A Quote by Woody Allen

When you work from city to city or country to country, you work the same way; the working method is the same. — © Woody Allen
When you work from city to city or country to country, you work the same way; the working method is the same.
Oh, I like New York City. It's like my country. The people have good energy, good atmosphere. It's just work, work, work. Everyone is working. It's a lot like my country.
When I'm doing a store in a country, I always like to consider the concept of the country and the city. Ask what are the clothes of the city, what does this city represent for me?
New York is part of the natural world. I love the city, I love the country, and for the same reasons. The city is part of the country. When I had an apartment on East Forty-Eighth Street, my backyard during the migratory season yielded more birds than I ever saw in Maine.
My culture comes from everywhere. I'm sick of this notion of nationality, that if you're brought up in the same city or same country you're the same. Even three kids brought up in the same family with the same genes, they are not the same. Just consider a human a human.
On the country has gathered the idea of a natural way of life: of peace, innocence, and simple virtue. On the city has gathered the idea of an achieved centre of learning, communication, light. Powerful hostile associations have also developed: on the city as a place of noise, worldliness and ambition; on the country as a place of backwardness, ignorance, limitation. A contrast between country and city, as fundamental ways of life, reaches back into classical times.
In other words: we can fight pollution and poverty at the same time, with the same method. We can beat global warming and the global recession at the same time, with the same method. We can do this by putting people to work re-powering America with clean energy.
In Sweeden every city looks the same. I've been to sixteen cities, and every single city is the same! The same cobblestone, the same McDonalds, the same everything. Everything was designed by the same guy. They must have saved a lot of money when they designed all the cities.
... Washington was not only an important capital. It was a city of fear. Below that glittering and delightful surface there is another story, that of underpaid Government clerks, men and women holding desperately to work that some political pull may at any moment take from them. A city of men in office and clutching that office, and a city of struggle which the country never suspects.
I am not a country girl at all. I tried the whole country dream and it didn't work for me. I need the madness and pandemonium of a city around me.
The same things go on everywhere, whether you're from the city, the country or wherever.
Each piece that I put in the street is unique. I never make the same piece twice. For Hong Kong, like for every city where I have worked, I try to adapt my work to the culture and the 'colors' of the city.

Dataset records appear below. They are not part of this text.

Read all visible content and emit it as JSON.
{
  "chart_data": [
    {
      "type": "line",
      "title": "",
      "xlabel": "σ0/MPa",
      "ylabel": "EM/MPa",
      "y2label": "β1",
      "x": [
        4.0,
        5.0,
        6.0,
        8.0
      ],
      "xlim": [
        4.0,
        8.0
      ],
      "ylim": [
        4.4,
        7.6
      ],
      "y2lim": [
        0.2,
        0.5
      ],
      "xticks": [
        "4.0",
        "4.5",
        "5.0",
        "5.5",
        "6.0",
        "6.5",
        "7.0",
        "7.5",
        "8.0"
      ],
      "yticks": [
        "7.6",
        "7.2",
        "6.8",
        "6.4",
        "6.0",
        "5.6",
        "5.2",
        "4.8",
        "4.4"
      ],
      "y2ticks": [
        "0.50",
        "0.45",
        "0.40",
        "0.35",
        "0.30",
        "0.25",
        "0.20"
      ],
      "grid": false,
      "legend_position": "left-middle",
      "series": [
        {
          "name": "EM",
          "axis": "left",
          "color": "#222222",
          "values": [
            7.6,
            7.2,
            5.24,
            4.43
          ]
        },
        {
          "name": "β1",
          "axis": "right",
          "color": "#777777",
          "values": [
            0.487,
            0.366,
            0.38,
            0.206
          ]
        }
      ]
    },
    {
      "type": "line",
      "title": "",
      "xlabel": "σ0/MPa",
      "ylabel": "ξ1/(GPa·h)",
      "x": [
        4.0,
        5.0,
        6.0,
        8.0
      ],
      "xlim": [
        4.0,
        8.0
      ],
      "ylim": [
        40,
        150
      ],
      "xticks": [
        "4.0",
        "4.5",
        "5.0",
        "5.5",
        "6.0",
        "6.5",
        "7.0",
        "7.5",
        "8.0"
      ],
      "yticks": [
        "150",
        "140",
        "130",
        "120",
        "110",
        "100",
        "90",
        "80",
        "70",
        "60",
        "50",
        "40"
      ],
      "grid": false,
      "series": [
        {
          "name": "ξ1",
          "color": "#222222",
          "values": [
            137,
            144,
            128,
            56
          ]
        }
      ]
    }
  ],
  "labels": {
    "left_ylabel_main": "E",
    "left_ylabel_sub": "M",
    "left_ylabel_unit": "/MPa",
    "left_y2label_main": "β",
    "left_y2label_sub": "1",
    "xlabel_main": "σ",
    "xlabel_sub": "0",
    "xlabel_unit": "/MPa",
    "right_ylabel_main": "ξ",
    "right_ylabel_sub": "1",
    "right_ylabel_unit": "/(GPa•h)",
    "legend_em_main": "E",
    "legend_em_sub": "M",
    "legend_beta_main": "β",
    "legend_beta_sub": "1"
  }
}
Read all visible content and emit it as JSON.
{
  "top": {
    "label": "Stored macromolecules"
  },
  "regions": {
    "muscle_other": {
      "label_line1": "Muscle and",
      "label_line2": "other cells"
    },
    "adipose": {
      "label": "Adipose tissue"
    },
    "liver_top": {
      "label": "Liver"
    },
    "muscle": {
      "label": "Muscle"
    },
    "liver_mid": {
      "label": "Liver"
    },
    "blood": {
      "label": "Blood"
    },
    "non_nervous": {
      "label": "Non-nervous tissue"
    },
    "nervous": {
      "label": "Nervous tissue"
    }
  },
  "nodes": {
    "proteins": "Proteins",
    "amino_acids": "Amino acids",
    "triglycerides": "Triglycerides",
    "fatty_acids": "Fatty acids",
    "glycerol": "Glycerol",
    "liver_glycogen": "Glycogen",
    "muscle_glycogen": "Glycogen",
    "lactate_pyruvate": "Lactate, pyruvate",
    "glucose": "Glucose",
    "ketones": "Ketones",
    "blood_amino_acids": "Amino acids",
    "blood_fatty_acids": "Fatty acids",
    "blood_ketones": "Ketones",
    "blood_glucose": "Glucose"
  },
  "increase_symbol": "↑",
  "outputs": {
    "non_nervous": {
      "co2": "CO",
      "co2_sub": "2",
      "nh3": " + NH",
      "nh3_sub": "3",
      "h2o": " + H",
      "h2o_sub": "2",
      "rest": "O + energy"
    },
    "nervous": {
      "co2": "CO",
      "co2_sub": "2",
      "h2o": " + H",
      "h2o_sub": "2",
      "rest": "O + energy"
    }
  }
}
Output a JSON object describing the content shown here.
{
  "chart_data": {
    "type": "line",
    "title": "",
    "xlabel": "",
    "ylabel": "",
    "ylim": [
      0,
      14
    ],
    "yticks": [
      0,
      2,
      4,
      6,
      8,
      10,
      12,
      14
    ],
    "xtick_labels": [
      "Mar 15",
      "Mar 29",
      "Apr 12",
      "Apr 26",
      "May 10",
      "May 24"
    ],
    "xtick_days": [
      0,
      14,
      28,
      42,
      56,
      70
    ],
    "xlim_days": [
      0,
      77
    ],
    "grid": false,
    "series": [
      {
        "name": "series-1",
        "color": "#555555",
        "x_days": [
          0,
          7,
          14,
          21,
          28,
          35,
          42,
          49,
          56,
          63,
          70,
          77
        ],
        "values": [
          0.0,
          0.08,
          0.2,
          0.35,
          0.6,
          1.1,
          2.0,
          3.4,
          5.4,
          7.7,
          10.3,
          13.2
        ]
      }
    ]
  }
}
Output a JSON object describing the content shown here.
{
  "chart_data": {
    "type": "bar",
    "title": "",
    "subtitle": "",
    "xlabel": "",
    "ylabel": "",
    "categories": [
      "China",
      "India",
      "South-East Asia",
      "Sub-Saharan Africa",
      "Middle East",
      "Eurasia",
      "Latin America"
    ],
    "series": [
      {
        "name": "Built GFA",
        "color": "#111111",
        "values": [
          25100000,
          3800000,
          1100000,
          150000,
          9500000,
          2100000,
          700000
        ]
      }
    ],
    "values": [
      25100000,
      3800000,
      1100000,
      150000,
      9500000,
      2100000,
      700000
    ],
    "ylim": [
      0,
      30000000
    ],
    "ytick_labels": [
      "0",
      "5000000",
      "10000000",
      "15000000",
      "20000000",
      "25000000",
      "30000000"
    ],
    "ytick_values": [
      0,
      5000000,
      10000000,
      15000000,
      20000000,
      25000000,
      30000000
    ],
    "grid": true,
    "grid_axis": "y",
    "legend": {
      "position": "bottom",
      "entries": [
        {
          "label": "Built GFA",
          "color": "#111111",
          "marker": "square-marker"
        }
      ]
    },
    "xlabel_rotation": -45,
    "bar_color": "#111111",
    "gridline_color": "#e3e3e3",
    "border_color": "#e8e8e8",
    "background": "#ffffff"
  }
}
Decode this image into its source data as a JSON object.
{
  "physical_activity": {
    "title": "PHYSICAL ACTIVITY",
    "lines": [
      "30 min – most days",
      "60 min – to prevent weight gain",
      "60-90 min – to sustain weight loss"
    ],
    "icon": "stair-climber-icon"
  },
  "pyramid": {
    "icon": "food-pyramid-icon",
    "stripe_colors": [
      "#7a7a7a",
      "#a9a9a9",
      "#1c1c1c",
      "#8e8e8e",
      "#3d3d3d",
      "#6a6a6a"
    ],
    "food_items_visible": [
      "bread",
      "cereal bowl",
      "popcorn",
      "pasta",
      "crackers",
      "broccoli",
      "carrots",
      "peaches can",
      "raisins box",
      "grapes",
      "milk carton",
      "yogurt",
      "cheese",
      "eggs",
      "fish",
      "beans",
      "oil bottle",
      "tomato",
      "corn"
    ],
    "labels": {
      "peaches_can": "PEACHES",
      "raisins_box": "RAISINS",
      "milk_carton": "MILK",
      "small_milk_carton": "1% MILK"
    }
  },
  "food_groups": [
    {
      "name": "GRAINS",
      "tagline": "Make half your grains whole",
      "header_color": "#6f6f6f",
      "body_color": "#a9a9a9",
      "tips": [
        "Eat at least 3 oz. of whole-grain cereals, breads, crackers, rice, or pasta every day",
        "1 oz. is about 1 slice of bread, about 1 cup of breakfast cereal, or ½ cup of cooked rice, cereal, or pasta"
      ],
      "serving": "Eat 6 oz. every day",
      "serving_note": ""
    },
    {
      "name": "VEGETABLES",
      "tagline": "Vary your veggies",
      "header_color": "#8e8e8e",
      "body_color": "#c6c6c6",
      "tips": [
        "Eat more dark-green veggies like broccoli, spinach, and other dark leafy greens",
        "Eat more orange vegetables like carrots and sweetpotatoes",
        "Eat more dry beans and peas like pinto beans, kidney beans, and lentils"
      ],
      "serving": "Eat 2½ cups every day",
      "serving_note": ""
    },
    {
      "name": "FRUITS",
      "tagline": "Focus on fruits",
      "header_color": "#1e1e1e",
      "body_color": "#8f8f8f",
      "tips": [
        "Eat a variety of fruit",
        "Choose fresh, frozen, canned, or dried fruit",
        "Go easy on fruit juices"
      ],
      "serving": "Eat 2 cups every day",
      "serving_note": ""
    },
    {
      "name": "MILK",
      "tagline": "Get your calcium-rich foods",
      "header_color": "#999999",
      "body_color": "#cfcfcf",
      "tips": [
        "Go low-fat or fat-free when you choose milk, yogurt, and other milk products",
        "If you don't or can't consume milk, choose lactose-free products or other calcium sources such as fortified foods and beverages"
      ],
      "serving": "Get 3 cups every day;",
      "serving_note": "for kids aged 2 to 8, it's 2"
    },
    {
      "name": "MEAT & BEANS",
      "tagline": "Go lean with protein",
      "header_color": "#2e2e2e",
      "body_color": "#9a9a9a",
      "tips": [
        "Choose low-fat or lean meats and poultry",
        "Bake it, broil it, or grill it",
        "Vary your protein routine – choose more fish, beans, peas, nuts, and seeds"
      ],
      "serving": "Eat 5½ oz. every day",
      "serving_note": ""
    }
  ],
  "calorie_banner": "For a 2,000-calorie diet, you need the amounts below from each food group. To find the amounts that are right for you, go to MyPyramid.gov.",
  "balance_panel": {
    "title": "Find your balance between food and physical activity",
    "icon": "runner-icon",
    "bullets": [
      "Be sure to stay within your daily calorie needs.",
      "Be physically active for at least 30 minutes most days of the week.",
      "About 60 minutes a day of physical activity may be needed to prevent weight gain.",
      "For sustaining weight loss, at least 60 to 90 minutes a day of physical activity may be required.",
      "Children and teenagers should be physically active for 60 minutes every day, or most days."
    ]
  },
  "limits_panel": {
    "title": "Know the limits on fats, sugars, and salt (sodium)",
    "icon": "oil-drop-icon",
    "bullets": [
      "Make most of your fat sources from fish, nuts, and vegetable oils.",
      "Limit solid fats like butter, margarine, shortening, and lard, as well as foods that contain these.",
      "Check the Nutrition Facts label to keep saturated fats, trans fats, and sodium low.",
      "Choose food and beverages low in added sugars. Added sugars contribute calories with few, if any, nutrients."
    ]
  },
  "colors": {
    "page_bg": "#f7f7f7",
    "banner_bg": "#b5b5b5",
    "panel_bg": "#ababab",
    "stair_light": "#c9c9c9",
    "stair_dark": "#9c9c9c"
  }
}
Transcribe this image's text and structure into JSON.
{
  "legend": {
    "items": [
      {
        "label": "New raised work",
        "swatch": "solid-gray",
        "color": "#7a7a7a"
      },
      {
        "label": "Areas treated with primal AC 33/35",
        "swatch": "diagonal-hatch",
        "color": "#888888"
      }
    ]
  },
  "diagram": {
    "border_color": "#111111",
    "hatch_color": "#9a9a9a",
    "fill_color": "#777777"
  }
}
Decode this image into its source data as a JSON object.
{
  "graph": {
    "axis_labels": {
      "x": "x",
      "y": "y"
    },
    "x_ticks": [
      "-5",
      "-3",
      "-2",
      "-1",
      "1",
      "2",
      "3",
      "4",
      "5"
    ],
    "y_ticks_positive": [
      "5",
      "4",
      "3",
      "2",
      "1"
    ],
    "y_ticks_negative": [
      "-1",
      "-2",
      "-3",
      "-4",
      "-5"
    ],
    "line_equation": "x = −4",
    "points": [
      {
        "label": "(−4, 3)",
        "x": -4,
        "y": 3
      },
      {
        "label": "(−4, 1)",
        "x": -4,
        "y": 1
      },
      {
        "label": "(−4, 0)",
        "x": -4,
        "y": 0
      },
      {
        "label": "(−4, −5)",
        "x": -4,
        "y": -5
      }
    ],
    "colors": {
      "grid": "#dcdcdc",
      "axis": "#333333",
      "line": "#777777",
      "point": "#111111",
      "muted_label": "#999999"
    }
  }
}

When we go city by city, country by country, the majority of our hosts, our owners, are simply renting out their spare bedroom.
It's pleasanter to work in the country, where you can wander out among the trees. But I don't get as much work done. In the city you don't want to leave the room because there's all that chaos going on.
The audiences are really different in general. Even in the same country or in the same city, from one venue to another, the audiences can be totally different.
The city of cats and the city of men exist one inside the other, but they are not the same city.
Historically and culturally, New York City and our entire nation simply would not be the same without the infusion of Asian traditions. Whether it is food, art, language or any other facet of cultural life, Asian Americans have made our city and our country stronger and richer.